Establishing best practices in evaluation and a consistent governance framework
Evaluation is a key element needed to inform AI governance decisions. These allow the functionality, behavior, and impact of AI systems to be measured, providing critical information for risk assessment and designing appropriate mitigations. However, the science of frontier AI safety assessment is still in its early stages of development.
The Frontier Model Forum (FMF), launched by Google with other leading AI research institutes, is collaborating with AI Safety Institutes and other stakeholders in the US and UK on best practices for evaluating frontier models. This is why. The AI Summit could help scale this effort internationally and avoid a patchwork of overlapping or mutually contradictory national testing and governance regimes. It is important to avoid fragmentation that can inadvertently compromise safety and innovation.
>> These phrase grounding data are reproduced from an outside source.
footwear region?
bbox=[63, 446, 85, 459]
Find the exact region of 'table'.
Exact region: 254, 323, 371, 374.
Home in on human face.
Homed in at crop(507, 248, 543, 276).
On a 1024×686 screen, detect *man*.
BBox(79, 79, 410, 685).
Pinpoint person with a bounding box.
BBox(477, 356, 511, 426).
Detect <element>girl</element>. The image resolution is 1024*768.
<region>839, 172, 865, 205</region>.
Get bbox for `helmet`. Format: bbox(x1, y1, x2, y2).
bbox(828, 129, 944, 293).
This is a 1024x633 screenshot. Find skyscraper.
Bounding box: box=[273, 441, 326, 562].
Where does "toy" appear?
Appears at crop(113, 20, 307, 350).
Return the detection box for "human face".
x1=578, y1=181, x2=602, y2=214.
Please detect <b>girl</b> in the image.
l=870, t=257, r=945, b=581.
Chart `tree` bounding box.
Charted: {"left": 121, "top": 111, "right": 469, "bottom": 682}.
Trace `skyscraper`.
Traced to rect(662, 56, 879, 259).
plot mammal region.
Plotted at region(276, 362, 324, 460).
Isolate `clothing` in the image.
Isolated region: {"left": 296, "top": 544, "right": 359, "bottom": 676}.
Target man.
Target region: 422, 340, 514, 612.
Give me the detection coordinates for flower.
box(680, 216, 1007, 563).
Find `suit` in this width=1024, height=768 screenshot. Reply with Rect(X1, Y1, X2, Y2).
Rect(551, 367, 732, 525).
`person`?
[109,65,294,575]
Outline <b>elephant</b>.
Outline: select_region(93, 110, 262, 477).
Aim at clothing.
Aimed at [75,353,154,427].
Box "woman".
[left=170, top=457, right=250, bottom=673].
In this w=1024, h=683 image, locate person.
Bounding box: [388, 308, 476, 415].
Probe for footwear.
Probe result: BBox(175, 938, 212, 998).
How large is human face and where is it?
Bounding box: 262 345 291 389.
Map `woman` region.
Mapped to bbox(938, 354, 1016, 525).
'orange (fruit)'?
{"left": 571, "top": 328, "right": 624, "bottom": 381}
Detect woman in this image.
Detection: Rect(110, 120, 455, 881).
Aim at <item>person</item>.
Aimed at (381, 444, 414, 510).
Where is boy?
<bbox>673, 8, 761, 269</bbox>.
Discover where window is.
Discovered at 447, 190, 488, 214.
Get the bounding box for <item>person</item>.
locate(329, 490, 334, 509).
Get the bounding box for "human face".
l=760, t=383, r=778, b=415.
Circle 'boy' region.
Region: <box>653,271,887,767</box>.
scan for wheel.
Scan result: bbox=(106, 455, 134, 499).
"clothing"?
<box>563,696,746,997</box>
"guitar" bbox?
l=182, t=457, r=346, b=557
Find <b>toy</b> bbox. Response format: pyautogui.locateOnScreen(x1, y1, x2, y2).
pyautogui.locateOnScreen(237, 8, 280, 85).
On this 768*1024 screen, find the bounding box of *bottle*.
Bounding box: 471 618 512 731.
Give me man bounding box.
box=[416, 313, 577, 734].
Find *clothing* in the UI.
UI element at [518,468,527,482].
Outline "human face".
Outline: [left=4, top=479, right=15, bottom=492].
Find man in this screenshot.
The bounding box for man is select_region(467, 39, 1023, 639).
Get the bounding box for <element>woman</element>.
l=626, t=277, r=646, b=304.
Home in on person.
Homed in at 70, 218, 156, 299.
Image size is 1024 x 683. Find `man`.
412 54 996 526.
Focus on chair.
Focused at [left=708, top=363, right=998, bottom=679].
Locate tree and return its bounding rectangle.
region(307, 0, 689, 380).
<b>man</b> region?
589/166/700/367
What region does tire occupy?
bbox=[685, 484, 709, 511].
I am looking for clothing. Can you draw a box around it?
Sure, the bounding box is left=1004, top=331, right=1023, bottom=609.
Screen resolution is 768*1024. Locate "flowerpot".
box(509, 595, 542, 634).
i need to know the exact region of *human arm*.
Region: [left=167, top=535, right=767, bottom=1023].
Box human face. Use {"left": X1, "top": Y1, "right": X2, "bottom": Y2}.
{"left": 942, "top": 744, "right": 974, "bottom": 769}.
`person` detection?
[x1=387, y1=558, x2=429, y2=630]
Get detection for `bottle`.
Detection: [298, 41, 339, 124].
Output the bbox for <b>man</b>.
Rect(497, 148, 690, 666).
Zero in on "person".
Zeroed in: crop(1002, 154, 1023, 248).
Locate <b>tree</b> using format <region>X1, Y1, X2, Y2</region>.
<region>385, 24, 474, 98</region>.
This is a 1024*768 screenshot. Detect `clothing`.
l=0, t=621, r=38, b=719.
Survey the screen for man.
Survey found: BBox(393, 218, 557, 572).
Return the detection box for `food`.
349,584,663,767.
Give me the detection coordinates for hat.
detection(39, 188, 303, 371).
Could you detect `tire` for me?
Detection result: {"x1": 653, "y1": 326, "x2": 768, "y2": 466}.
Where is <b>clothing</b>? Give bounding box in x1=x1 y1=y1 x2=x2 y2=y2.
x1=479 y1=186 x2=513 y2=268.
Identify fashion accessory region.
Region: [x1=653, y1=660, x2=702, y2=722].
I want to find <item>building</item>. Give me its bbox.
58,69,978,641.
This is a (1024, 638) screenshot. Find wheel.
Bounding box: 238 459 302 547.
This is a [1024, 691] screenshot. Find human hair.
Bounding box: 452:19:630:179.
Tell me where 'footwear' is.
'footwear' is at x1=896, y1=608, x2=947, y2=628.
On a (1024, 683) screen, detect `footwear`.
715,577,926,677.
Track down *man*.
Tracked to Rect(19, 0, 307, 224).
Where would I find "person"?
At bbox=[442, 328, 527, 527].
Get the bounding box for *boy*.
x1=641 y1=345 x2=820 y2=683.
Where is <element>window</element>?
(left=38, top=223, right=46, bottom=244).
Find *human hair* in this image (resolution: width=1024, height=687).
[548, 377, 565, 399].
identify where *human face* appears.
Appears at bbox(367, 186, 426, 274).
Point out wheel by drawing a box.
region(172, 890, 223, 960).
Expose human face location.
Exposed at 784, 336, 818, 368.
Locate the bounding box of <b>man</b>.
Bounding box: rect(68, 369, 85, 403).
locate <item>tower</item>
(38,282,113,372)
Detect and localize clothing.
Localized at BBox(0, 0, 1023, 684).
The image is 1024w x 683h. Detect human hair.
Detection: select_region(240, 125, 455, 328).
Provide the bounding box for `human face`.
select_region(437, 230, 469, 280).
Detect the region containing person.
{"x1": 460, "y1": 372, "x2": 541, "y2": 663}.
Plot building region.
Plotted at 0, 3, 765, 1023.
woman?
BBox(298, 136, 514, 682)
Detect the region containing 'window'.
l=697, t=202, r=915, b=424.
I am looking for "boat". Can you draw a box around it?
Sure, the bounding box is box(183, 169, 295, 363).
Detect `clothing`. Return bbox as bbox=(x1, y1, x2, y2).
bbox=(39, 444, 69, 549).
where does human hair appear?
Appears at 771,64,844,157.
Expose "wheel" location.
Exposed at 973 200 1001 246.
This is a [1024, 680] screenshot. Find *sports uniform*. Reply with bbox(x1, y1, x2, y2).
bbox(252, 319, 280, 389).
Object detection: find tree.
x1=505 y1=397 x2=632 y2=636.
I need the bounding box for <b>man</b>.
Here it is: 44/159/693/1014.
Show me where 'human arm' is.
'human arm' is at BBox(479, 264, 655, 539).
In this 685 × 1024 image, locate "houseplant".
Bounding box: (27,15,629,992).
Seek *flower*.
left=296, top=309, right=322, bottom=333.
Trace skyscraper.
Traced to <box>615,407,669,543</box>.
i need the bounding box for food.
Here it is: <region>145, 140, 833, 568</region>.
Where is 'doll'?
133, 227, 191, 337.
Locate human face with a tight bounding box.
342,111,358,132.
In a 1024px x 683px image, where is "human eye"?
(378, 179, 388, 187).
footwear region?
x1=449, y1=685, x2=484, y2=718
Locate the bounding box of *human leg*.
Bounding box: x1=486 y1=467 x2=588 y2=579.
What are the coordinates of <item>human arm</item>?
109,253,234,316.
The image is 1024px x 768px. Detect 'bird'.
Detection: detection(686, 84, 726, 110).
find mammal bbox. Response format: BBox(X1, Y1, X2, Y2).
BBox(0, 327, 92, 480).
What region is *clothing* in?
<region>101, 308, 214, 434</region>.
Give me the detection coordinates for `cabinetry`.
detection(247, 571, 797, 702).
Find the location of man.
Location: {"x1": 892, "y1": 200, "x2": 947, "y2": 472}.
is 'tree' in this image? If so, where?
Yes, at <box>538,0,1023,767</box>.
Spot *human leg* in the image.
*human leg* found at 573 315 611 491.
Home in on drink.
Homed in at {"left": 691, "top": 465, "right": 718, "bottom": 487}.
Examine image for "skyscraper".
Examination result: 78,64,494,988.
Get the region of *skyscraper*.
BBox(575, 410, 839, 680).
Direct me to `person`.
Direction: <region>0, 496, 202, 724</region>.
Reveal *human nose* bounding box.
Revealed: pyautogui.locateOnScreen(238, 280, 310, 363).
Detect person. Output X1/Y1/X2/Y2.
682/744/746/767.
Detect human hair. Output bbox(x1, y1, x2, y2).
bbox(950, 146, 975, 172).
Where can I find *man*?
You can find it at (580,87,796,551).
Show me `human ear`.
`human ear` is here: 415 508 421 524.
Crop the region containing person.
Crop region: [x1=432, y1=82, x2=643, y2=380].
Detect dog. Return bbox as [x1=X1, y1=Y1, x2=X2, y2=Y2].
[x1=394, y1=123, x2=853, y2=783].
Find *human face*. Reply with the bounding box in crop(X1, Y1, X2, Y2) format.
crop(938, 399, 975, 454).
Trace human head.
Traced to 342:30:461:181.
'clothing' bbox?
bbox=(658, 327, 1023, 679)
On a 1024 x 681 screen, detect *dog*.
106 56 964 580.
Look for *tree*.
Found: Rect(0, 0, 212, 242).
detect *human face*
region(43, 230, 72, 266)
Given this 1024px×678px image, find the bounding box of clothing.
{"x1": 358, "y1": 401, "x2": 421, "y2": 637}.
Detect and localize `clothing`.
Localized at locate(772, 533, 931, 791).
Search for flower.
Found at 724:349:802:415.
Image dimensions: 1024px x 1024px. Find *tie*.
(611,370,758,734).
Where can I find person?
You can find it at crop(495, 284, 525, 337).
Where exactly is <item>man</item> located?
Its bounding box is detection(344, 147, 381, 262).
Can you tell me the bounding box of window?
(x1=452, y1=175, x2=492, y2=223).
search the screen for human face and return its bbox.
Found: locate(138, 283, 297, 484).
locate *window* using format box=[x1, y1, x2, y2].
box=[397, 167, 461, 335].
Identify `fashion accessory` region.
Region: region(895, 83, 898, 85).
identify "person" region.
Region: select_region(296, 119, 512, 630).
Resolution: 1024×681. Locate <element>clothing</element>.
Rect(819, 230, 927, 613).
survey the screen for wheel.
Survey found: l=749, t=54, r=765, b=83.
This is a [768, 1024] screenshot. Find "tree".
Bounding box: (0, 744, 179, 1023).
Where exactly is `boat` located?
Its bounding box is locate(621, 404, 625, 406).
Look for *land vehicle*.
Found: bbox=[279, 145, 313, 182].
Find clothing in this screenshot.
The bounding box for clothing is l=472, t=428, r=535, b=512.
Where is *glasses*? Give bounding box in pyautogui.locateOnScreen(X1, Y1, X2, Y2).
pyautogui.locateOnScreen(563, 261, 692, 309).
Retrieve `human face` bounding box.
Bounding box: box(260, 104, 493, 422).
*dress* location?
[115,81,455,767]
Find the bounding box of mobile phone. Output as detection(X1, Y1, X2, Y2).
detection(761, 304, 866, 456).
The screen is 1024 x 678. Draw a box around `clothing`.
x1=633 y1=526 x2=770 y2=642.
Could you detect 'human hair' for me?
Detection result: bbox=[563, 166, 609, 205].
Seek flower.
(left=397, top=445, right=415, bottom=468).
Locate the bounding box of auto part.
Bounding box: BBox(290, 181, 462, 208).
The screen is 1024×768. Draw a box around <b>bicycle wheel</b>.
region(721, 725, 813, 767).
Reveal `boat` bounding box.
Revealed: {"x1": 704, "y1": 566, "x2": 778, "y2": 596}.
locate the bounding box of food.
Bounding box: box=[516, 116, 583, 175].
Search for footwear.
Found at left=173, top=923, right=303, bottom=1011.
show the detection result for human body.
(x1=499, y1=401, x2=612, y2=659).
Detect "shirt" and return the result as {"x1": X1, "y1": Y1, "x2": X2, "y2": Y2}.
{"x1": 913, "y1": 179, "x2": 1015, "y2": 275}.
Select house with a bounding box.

The U.S. and U.K. AI Safety Associations have already agreed to develop a common approach to safety testing, an important first step toward stronger collaboration. We believe that over time there is an opportunity to build this towards a common global approach. The first priority of the Seoul Summit may be to agree on a roadmap for a wide range of stakeholders to collaborate on the development and standardization of frontier AI assessment benchmarks and approaches.
It is also important to develop a shared framework for risk management. To contribute to these discussions, we recently introduced the first version of the Frontier Safety Framework. It is a set of protocols to proactively identify future AI capabilities that have the potential to cause serious harm and introduce mechanisms to detect and mitigate them. We look forward to significant advances in this framework as we learn from its implementation, deepen our understanding of AI risks and assessments, and collaborate with industry, academia, and government. Over time, we hope that sharing our approach will facilitate work with other collaborators to agree on standards and best practices for assessing the safety of future generations of AI models. I hope that you will.
Frontier Towards a global approach to AI safety
Many of the potential risks that may arise from advances on the AI front are global in nature. In the lead-up to the AI Seoul Summit, and with an eye toward future summits in France and other countries, we are excited about the opportunity to advance global collaboration on frontier AI safety. It is our hope that these summits will become dedicated forums to move towards a common global approach. Getting this right is a critical step in unlocking AI’s tremendous benefits for society.